Israel, Hamas, and AI’s religion problem?

Israel’s failure to understand the threat posed by Hamas, leading up to the October 7 attack, has been attributed to many factors, but the role of artificial intelligence and the technology’s blind spot toward Palestinian Islamic jihadism should not be discounted, writes Ofira Seliktar in the foreign policy journal Orbis (Spring). Israel’s leaders were of the view that Hamas had moderated in recent years, supporting the paradigm that it was a “rational group transitioning from its jihadist roots to a ‘good governance’ entity. This paradigm was so popular that over time it became the basis of the Gaza policy of ‘peace through prosperity’ that Israel, with the support of the United States, adopted,” Seliktar writes. The paradigm also became firmly entrenched in the Israeli intelligence and security establishment, and ideas about the normalization of Gaza were espoused by experts affiliated with Ivy League schools and prestigious think tanks, such as the Carnegie Foundation for Peace, with “the algorithms trained to privileged sources of authority and quality embellish[ing] the ‘good governance’ qualities of Hamas.” But the data about Hamas being fed into the AI systems was unbalanced or had other biases that tended to muddle search results, she argues.

Source: StartupHub.ai.

Prior to the October massacre, the absence of critical data about Hamas’s true character created a bias that led to its portrayal as a national resistance movement virtually on par with Fatah, the leading member of the Palestinian Liberation Organization (PLO).
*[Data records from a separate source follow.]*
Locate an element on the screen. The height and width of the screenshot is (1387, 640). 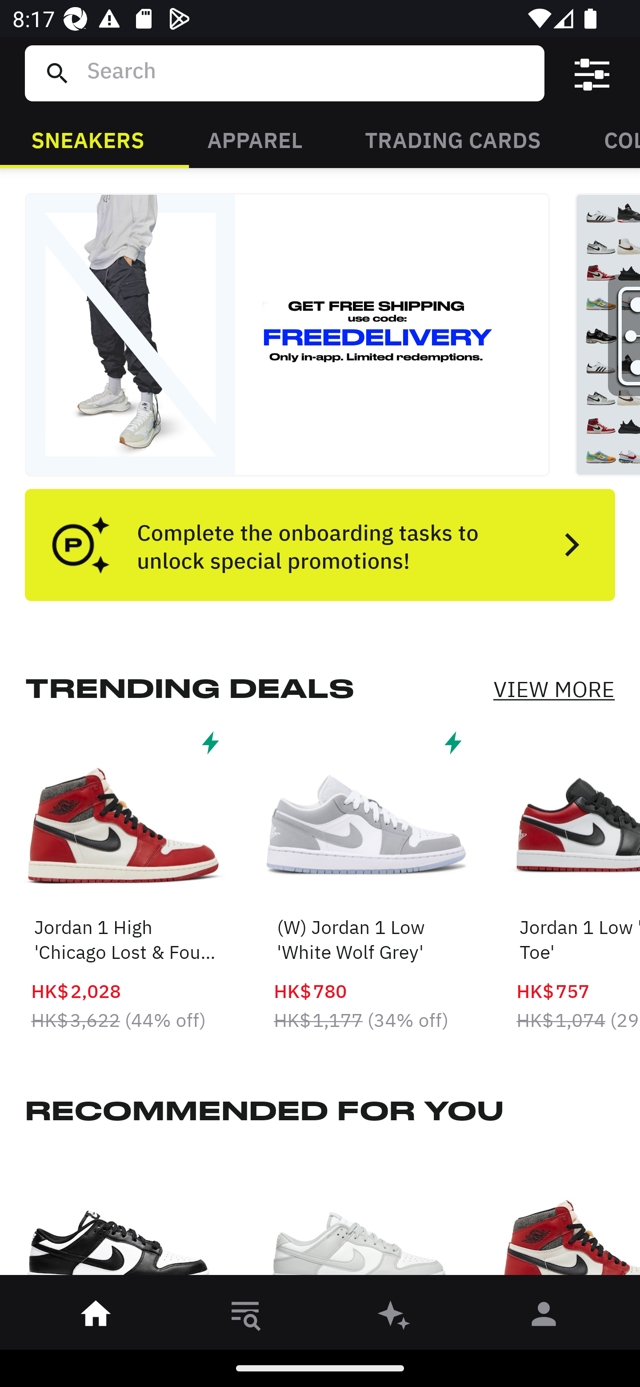
󰫢 is located at coordinates (395, 1317).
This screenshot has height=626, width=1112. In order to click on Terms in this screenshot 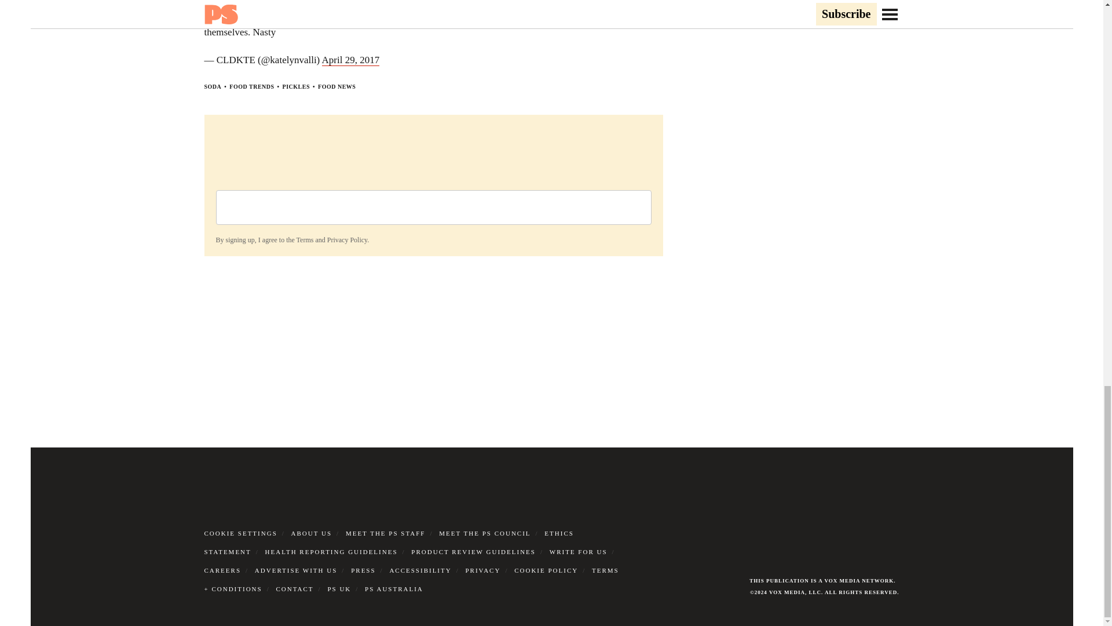, I will do `click(305, 240)`.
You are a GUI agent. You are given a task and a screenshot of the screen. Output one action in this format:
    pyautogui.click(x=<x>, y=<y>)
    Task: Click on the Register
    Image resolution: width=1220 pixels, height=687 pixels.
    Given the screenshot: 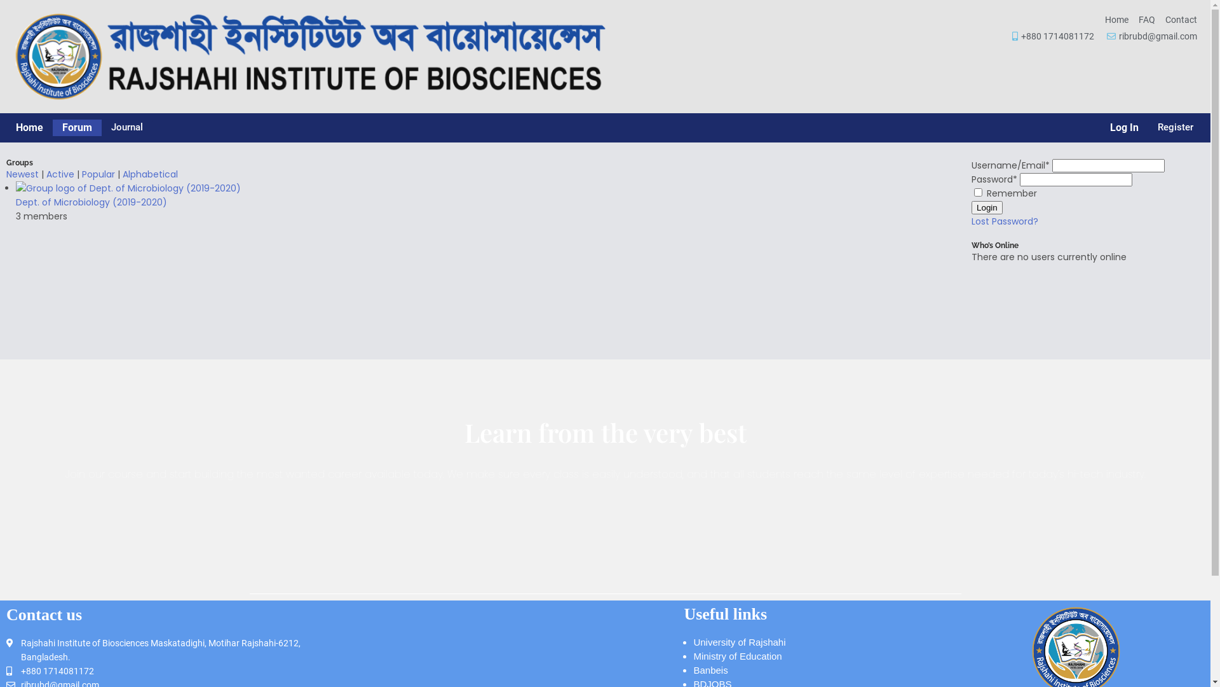 What is the action you would take?
    pyautogui.click(x=1176, y=127)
Such major databases as LexisNexis, JSTOR, and Google Scholar made no link between Hamas as an Islamist group and the extremist Islamic State. But this connection could be found in its own “discursive universe of the more rhetorical variety,” showing close associations between the military arm of Hamas, the Izz ad-Din al-Qassam Brigades, the Al-Quds Brigades, and Abu Musab al-Zarqawi, the early leader of the Islamic State. Subsequent brigade commanders have strengthened extremist Islamic elements in the military and the calls for jihad against the Jews and Israel. The Religious Scholars Association of Palestine in Gaza brought together a hardline group of clerics who had close ties to Iran’s Ayatollah Ali Khamenei and his anti-Semitic agenda. Even up until October 7, an official of the association, Saleh al-Raqab, was involved in indoctrinating the Hamas military and is said to have issued a fatwa prior to the attack. Seliktar notes that October 7 was the first catastrophic intelligence failure in which “AI protocols shaped the controlling paradigm.”